Eventually, Miranda and her husband came to the difficult conclusion that without the treatment she may die anyway, and so decided to go ahead with it. Sadly, her daughter did pass away after the treatment.
Miranda and her husband were overcome with unspeakable grief, but also a sense of guilt at having chosen a treatment that ultimately proved too much for her daughter’s body to bear.
Of course, it was no one’s fault that she passed, just a sad consequence, but nevertheless they were both riddled with guilt.
For some people, this kind of deep emotional trauma has the potential to destroy their lives forever.
Some people break in this kind of crisis never to feel whole again. And while Miranda spent most of her days after her daughter’s death consumed with pain and loss, she had the fortitude to continue with her daily meditation practice.
In those hours of stillness, she let herself surrender.
She surrendered to her pain, she embraced her grief and guilt fully, riding the waves of her deep emotions until her consciousness was able to drop even deeper, to that still, silent place within that is ever-present, but often obscured by the constant river of thoughts and feelings.
Those three hours of peace were Miranda’s lifeline and path to healing. They kept her sane, and they kept her strong for the rest of the family.

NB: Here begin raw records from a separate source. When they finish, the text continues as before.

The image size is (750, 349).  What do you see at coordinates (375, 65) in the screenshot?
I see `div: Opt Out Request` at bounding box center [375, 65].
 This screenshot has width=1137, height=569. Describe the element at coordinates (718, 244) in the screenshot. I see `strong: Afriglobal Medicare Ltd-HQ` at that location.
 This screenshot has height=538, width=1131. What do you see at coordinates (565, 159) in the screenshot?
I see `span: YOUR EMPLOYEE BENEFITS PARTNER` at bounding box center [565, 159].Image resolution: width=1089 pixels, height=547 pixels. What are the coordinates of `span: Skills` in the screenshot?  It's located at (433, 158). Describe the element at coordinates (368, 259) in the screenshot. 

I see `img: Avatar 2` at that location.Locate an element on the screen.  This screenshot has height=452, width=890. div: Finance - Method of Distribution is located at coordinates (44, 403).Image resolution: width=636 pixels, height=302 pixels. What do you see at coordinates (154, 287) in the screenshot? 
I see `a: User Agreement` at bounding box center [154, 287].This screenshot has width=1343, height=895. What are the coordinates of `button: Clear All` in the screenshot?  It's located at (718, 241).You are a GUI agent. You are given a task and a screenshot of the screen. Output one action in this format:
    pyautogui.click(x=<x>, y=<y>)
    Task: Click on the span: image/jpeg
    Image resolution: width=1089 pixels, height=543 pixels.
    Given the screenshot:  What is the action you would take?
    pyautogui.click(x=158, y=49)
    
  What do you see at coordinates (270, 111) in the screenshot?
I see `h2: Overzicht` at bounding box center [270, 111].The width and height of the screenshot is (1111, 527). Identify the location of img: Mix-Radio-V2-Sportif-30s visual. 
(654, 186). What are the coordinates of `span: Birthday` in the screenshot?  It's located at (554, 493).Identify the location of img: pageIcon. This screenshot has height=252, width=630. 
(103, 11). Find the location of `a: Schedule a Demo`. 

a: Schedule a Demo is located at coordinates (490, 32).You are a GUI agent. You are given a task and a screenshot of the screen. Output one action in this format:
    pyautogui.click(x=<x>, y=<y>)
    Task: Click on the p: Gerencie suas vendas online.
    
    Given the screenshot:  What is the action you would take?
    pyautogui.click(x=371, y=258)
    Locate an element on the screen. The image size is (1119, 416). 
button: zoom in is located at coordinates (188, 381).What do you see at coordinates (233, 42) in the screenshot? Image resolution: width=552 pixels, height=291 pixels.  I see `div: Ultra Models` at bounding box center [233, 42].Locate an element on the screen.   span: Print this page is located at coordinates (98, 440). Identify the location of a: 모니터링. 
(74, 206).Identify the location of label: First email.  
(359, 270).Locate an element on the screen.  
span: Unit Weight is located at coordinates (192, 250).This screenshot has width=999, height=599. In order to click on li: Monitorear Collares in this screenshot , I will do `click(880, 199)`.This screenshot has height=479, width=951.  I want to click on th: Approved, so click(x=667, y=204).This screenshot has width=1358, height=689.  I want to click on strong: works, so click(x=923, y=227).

Of course, Miranda will always experience a sense of loss and sadness after losing her precious daughter, so please don’t think I am implying that meditation takes away the emotional pain in our lives or helps us to escape our feelings or problems. It doesn’t. But it does help us to get in contact with that part of ourselves that is beyond them.
Our lives are a series of changing experiences and external conditions that we deem “good” or “bad.” In order to avoid being at the mercy of this seeming chaos, it is essential that we understand the transient nature of our existence. As the Buddha famously said, “All of life is suffering.”
In other words, all things we hold dear will eventually disappear.
We look for happiness in our loved ones, our jobs, our possessions, our health and well-being, and our material wealth, but the great truth is that each of these things can and will be taken away from us eventually. Nothing is permanent in our world of form.
For this reason many of the great spiritual seekers that walked the Earth searched for what is real, or permanent, in our existence.
They discovered that beyond form, there is an awareness that we all possess that is spacious, calm, and still, and central to our true nature.
When we learn to access and live from this place within us, we are not so easily thrown around by the changing external conditions of our lives. We are able to meet life’s challenges with a sense of grace rather than resistance.
Miranda’s story and her palpable sense of peace left a lasting impression on me. I too wanted to search for the eternal, ever-present stillness that lies beneath the petty thoughts, feelings, and dramas of my conscious mind.

Thanks to her inspiring dedication, I made meditation a regular part of my life also. While I know that loss and emotional pain is as much a part of my human life as joy and happiness is, I have within me now an anchor at the center of my being that keeps me steady throughout life’s rough waters.